Every year, thousands of children in Ghana sit for the BECE under fear, pressure, and exhaustion.
For many families, five days of exams seem to decide a child’s future. But we must ask an honest question:
Has the BECE become more about passing exams than preparing children for life?
Today, learners sit for nearly 10 subjects mainly for SHS placement.
That may have worked years ago when education focused on producing memorizers and office workers. But this is 2026, not 1996.
The world has changed, yet our examination system still acts as if memorizing many subjects equals intelligence.
It does not.
Too Many Subjects, Too Little Understanding
Loading many subjects into one high-stakes exam does not always produce smarter children.
Often, it produces:
rote learning instead of understanding
pressure instead of curiosity
memorization instead of creativity
fear instead of confidence
Many students study to survive exams, not to truly learn.
Teachers also face pressure. Instead of building critical thinking, communication, creativity, leadership, and practical life skills, schools spend most of their time rushing to finish the syllabus.
Children memorize notes today and forget them tomorrow.
That is not deep education.
Examination Confers Importance
One truth about education is simple:
What is examined becomes important. What is not examined receives little attention.
If BECE mainly rewards memorization, schools will naturally focus on drilling students for exams.
But education should also value:
creativity
emotional intelligence
problem-solving
communication
teamwork
leadership
discipline
entrepreneurship
Sadly, many schools barely have time for these because examination pressure controls everything.
Reduce the Subjects, Deepen the Learning
Reducing subjects does not mean lowering standards. In fact, it may improve learning.
BECE could focus on five strong core areas:
- Mathematics
- English Language
- Integrated Science
- Ghanaian Language
- General Paper combining Social Studies, RME, ICT, Creative Arts, Citizenship, Career Skills, and practical reasoning
This still tests broad knowledge without overwhelming learners.
Instead of scattering attention across many papers, students can gain deeper understanding while schools gain more time to teach life itself.
“But Children Need Broad Knowledge”
That concern is valid.
Subjects like history, RME, computing, creative arts, and technology matter greatly. But important subjects do not always need separate high-stakes examinations.
A child does not become innovative because ICT was memorized for exams.
A child does not become morally upright because RME had its own paper.
Real understanding grows through projects, discussion, practice, mentorship, and real-life application.
Some of life’s most important lessons cannot be measured well in a two-hour exam hall.
We Are Training Human Beings, Not Examination Machines
Many children complete JHS unable to:
communicate confidently
solve practical problems
manage emotions
discover talents
think independently
work well with others
Yet they can recite definitions perfectly.
This shows a serious imbalance.
Education should not only prepare students for SHS placement. It should prepare them for life.
A nation cannot build its future only on examination performance. It must build capable human beings.
Mental Health Matters Too
We must also consider the emotional burden many learners carry.
Some children study for months under fear:
fear of failure
fear of disappointing parents
fear of poor placement
fear of comparison
At ages where confidence should grow, anxiety is growing instead.
Children are human beings before they are examination candidates.
The Future Needs Different Skills
The modern world now values:
adaptability
creativity
leadership
communication
digital thinking
innovation
emotional intelligence
These skills require time to develop.
If schools remain trapped in endless exam preparation, where will that time come from?
Reducing examination overload can create room for:
practical projects
reading culture
leadership activities
debate
innovation
vocational exploration
Education Must Be Wiser
Exams are important. Standards matter. Accountability matters too.
But examinations must support education not imprison it.
A wise education system asks:
Can students think independently?
Can they solve problems?
Can they lead and create?
Can they contribute meaningfully to society?
If the answer is no, then having more subjects will not solve the problem.
Sometimes wisdom is not in having more.
Sometimes wisdom is simplifying better.
Reducing BECE subjects is not about making education easier. It is about making education wiser, healthier, deeper, and more relevant to life.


Nothing but an exact copy of the records below counts as the answer.

Exercise input:
************

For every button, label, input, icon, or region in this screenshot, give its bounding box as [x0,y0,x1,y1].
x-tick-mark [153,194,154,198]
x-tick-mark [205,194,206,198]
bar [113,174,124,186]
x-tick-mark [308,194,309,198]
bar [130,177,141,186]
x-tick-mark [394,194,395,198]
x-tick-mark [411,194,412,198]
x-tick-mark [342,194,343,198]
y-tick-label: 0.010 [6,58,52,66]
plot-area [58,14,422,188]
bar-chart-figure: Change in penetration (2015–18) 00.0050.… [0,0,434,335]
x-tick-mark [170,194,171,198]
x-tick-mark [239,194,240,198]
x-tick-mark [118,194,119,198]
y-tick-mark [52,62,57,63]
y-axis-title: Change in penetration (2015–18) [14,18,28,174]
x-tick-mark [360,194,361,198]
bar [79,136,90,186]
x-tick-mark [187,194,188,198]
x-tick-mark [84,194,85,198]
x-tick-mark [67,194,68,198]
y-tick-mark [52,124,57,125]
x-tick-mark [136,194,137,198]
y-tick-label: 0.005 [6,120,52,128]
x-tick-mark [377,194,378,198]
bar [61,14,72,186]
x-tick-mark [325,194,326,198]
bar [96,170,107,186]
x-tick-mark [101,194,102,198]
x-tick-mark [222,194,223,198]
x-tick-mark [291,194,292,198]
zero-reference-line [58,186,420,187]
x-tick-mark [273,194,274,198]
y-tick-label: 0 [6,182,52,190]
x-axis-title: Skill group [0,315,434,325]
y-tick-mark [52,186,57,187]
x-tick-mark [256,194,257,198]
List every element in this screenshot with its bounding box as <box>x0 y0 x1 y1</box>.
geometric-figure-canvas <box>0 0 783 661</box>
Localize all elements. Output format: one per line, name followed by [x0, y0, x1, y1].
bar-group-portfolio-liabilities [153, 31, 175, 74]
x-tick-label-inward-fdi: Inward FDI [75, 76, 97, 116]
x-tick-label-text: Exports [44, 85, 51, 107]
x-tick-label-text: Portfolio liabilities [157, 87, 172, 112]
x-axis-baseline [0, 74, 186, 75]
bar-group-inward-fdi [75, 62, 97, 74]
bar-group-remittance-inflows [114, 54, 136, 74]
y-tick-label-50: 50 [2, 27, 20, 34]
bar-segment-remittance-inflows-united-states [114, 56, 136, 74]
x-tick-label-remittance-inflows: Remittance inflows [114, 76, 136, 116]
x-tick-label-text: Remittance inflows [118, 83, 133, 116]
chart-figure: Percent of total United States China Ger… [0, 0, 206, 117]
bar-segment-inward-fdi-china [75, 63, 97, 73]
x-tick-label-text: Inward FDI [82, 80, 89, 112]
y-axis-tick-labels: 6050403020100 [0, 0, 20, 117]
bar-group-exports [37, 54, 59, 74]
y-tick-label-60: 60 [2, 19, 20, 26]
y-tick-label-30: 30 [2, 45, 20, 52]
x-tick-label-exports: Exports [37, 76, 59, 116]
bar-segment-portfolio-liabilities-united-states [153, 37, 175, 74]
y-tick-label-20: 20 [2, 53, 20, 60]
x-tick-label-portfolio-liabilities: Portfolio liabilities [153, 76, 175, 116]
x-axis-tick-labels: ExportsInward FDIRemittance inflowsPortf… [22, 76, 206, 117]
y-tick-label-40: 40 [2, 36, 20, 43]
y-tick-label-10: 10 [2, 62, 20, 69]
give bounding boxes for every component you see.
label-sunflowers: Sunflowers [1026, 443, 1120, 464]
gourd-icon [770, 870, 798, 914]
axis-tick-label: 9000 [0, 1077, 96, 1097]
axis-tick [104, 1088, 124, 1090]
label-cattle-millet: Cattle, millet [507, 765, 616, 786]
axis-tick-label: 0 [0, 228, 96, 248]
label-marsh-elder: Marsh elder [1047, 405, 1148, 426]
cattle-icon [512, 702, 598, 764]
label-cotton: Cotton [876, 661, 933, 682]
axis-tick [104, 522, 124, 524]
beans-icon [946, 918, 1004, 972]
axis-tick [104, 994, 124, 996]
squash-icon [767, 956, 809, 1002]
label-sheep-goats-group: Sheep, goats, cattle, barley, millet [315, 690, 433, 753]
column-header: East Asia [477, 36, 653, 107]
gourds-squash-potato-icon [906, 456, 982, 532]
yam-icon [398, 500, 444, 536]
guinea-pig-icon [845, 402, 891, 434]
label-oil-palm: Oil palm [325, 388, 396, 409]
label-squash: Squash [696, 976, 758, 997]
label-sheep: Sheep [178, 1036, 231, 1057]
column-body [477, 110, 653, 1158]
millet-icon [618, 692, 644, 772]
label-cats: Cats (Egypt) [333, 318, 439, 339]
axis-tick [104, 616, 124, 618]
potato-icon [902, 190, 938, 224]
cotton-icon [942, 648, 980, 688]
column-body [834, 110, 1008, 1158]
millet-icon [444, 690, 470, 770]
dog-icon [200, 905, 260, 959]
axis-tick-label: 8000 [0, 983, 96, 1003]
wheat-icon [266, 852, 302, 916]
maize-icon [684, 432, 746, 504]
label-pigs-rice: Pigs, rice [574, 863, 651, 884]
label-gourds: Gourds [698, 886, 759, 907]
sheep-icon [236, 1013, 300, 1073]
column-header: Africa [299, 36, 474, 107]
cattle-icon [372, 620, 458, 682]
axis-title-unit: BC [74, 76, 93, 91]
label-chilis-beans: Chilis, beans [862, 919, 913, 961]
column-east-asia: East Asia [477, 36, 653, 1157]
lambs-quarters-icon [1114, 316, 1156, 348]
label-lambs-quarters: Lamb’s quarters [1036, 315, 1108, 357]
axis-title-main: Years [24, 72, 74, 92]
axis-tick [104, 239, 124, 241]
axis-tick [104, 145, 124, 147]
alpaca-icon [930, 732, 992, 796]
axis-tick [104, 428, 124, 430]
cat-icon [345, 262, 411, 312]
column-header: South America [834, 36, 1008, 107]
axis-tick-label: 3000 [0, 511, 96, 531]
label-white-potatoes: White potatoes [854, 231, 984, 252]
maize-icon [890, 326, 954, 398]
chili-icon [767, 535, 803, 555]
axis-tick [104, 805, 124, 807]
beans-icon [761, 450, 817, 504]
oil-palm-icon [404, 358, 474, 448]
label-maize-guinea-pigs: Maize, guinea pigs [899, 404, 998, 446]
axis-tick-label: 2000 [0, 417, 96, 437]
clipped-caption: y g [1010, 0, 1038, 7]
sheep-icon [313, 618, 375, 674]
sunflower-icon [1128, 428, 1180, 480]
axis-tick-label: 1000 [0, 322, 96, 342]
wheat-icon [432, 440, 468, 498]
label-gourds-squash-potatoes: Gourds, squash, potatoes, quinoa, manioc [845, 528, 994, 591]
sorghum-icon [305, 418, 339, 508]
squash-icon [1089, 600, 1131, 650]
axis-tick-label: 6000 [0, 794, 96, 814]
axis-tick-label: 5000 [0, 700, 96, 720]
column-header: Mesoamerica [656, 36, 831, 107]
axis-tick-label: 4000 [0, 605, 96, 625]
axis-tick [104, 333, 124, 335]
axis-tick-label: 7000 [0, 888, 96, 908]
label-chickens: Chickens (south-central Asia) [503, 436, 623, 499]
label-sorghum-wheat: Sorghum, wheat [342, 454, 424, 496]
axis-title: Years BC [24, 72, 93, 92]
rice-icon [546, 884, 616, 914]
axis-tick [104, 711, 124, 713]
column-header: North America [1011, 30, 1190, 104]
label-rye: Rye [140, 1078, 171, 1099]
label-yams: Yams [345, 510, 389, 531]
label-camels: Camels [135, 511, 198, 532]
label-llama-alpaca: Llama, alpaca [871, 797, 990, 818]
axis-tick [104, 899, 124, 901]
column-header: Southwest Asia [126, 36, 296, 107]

************

Task answer:
For every button, label, input, icon, or region in this screenshot, give its bounding box as [x0,y0,x1,y1].
x-tick-mark [153,194,154,198]
x-tick-mark [205,194,206,198]
bar [113,174,124,186]
x-tick-mark [308,194,309,198]
bar [130,177,141,186]
x-tick-mark [394,194,395,198]
x-tick-mark [411,194,412,198]
x-tick-mark [342,194,343,198]
y-tick-label: 0.010 [6,58,52,66]
plot-area [58,14,422,188]
bar-chart-figure: Change in penetration (2015–18) 00.0050.… [0,0,434,335]
x-tick-mark [170,194,171,198]
x-tick-mark [239,194,240,198]
x-tick-mark [118,194,119,198]
y-tick-mark [52,62,57,63]
y-axis-title: Change in penetration (2015–18) [14,18,28,174]
x-tick-mark [360,194,361,198]
bar [79,136,90,186]
x-tick-mark [187,194,188,198]
x-tick-mark [84,194,85,198]
x-tick-mark [67,194,68,198]
y-tick-mark [52,124,57,125]
x-tick-mark [136,194,137,198]
y-tick-label: 0.005 [6,120,52,128]
x-tick-mark [377,194,378,198]
bar [61,14,72,186]
x-tick-mark [325,194,326,198]
bar [96,170,107,186]
x-tick-mark [101,194,102,198]
x-tick-mark [222,194,223,198]
x-tick-mark [291,194,292,198]
zero-reference-line [58,186,420,187]
x-tick-mark [273,194,274,198]
y-tick-label: 0 [6,182,52,190]
x-axis-title: Skill group [0,315,434,325]
y-tick-mark [52,186,57,187]
x-tick-mark [256,194,257,198]
List every element in this screenshot with its bounding box as <box>x0 y0 x1 y1</box>.
geometric-figure-canvas <box>0 0 783 661</box>
Localize all elements. Output format: one per line, name followed by [x0, y0, x1, y1].
bar-group-portfolio-liabilities [153, 31, 175, 74]
x-tick-label-inward-fdi: Inward FDI [75, 76, 97, 116]
x-tick-label-text: Exports [44, 85, 51, 107]
x-tick-label-text: Portfolio liabilities [157, 87, 172, 112]
x-axis-baseline [0, 74, 186, 75]
bar-group-inward-fdi [75, 62, 97, 74]
bar-group-remittance-inflows [114, 54, 136, 74]
y-tick-label-50: 50 [2, 27, 20, 34]
bar-segment-remittance-inflows-united-states [114, 56, 136, 74]
x-tick-label-remittance-inflows: Remittance inflows [114, 76, 136, 116]
x-tick-label-text: Remittance inflows [118, 83, 133, 116]
chart-figure: Percent of total United States China Ger… [0, 0, 206, 117]
bar-segment-inward-fdi-china [75, 63, 97, 73]
x-tick-label-text: Inward FDI [82, 80, 89, 112]
y-axis-tick-labels: 6050403020100 [0, 0, 20, 117]
bar-group-exports [37, 54, 59, 74]
y-tick-label-60: 60 [2, 19, 20, 26]
y-tick-label-30: 30 [2, 45, 20, 52]
x-tick-label-exports: Exports [37, 76, 59, 116]
bar-segment-portfolio-liabilities-united-states [153, 37, 175, 74]
y-tick-label-20: 20 [2, 53, 20, 60]
x-tick-label-portfolio-liabilities: Portfolio liabilities [153, 76, 175, 116]
x-axis-tick-labels: ExportsInward FDIRemittance inflowsPortf… [22, 76, 206, 117]
y-tick-label-40: 40 [2, 36, 20, 43]
y-tick-label-10: 10 [2, 62, 20, 69]
give bounding boxes for every component you see.
label-sunflowers: Sunflowers [1026, 443, 1120, 464]
gourd-icon [770, 870, 798, 914]
axis-tick-label: 9000 [0, 1077, 96, 1097]
axis-tick [104, 1088, 124, 1090]
label-cattle-millet: Cattle, millet [507, 765, 616, 786]
axis-tick-label: 0 [0, 228, 96, 248]
label-marsh-elder: Marsh elder [1047, 405, 1148, 426]
cattle-icon [512, 702, 598, 764]
label-cotton: Cotton [876, 661, 933, 682]
axis-tick [104, 522, 124, 524]
beans-icon [946, 918, 1004, 972]
axis-tick [104, 994, 124, 996]
squash-icon [767, 956, 809, 1002]
label-sheep-goats-group: Sheep, goats, cattle, barley, millet [315, 690, 433, 753]
column-header: East Asia [477, 36, 653, 107]
gourds-squash-potato-icon [906, 456, 982, 532]
yam-icon [398, 500, 444, 536]
guinea-pig-icon [845, 402, 891, 434]
label-oil-palm: Oil palm [325, 388, 396, 409]
label-squash: Squash [696, 976, 758, 997]
label-sheep: Sheep [178, 1036, 231, 1057]
column-body [477, 110, 653, 1158]
millet-icon [618, 692, 644, 772]
label-cats: Cats (Egypt) [333, 318, 439, 339]
axis-tick [104, 616, 124, 618]
potato-icon [902, 190, 938, 224]
cotton-icon [942, 648, 980, 688]
column-body [834, 110, 1008, 1158]
millet-icon [444, 690, 470, 770]
dog-icon [200, 905, 260, 959]
axis-tick-label: 8000 [0, 983, 96, 1003]
wheat-icon [266, 852, 302, 916]
maize-icon [684, 432, 746, 504]
label-pigs-rice: Pigs, rice [574, 863, 651, 884]
label-gourds: Gourds [698, 886, 759, 907]
sheep-icon [236, 1013, 300, 1073]
column-header: Africa [299, 36, 474, 107]
cattle-icon [372, 620, 458, 682]
axis-title-unit: BC [74, 76, 93, 91]
label-chilis-beans: Chilis, beans [862, 919, 913, 961]
column-east-asia: East Asia [477, 36, 653, 1157]
lambs-quarters-icon [1114, 316, 1156, 348]
label-lambs-quarters: Lamb’s quarters [1036, 315, 1108, 357]
axis-title-main: Years [24, 72, 74, 92]
axis-tick [104, 239, 124, 241]
axis-tick [104, 145, 124, 147]
alpaca-icon [930, 732, 992, 796]
axis-tick [104, 428, 124, 430]
cat-icon [345, 262, 411, 312]
column-header: South America [834, 36, 1008, 107]
axis-tick-label: 3000 [0, 511, 96, 531]
label-white-potatoes: White potatoes [854, 231, 984, 252]
maize-icon [890, 326, 954, 398]
chili-icon [767, 535, 803, 555]
axis-tick [104, 805, 124, 807]
beans-icon [761, 450, 817, 504]
oil-palm-icon [404, 358, 474, 448]
label-maize-guinea-pigs: Maize, guinea pigs [899, 404, 998, 446]
axis-tick-label: 2000 [0, 417, 96, 437]
clipped-caption: y g [1010, 0, 1038, 7]
sheep-icon [313, 618, 375, 674]
sunflower-icon [1128, 428, 1180, 480]
axis-tick-label: 1000 [0, 322, 96, 342]
wheat-icon [432, 440, 468, 498]
label-gourds-squash-potatoes: Gourds, squash, potatoes, quinoa, manioc [845, 528, 994, 591]
sorghum-icon [305, 418, 339, 508]
squash-icon [1089, 600, 1131, 650]
axis-tick-label: 6000 [0, 794, 96, 814]
axis-tick-label: 5000 [0, 700, 96, 720]
column-header: Mesoamerica [656, 36, 831, 107]
axis-tick-label: 4000 [0, 605, 96, 625]
axis-tick [104, 333, 124, 335]
axis-tick-label: 7000 [0, 888, 96, 908]
label-chickens: Chickens (south-central Asia) [503, 436, 623, 499]
label-sorghum-wheat: Sorghum, wheat [342, 454, 424, 496]
axis-title: Years BC [24, 72, 93, 92]
rice-icon [546, 884, 616, 914]
axis-tick [104, 711, 124, 713]
column-header: North America [1011, 30, 1190, 104]
label-rye: Rye [140, 1078, 171, 1099]
label-yams: Yams [345, 510, 389, 531]
label-camels: Camels [135, 511, 198, 532]
label-llama-alpaca: Llama, alpaca [871, 797, 990, 818]
axis-tick [104, 899, 124, 901]
column-header: Southwest Asia [126, 36, 296, 107]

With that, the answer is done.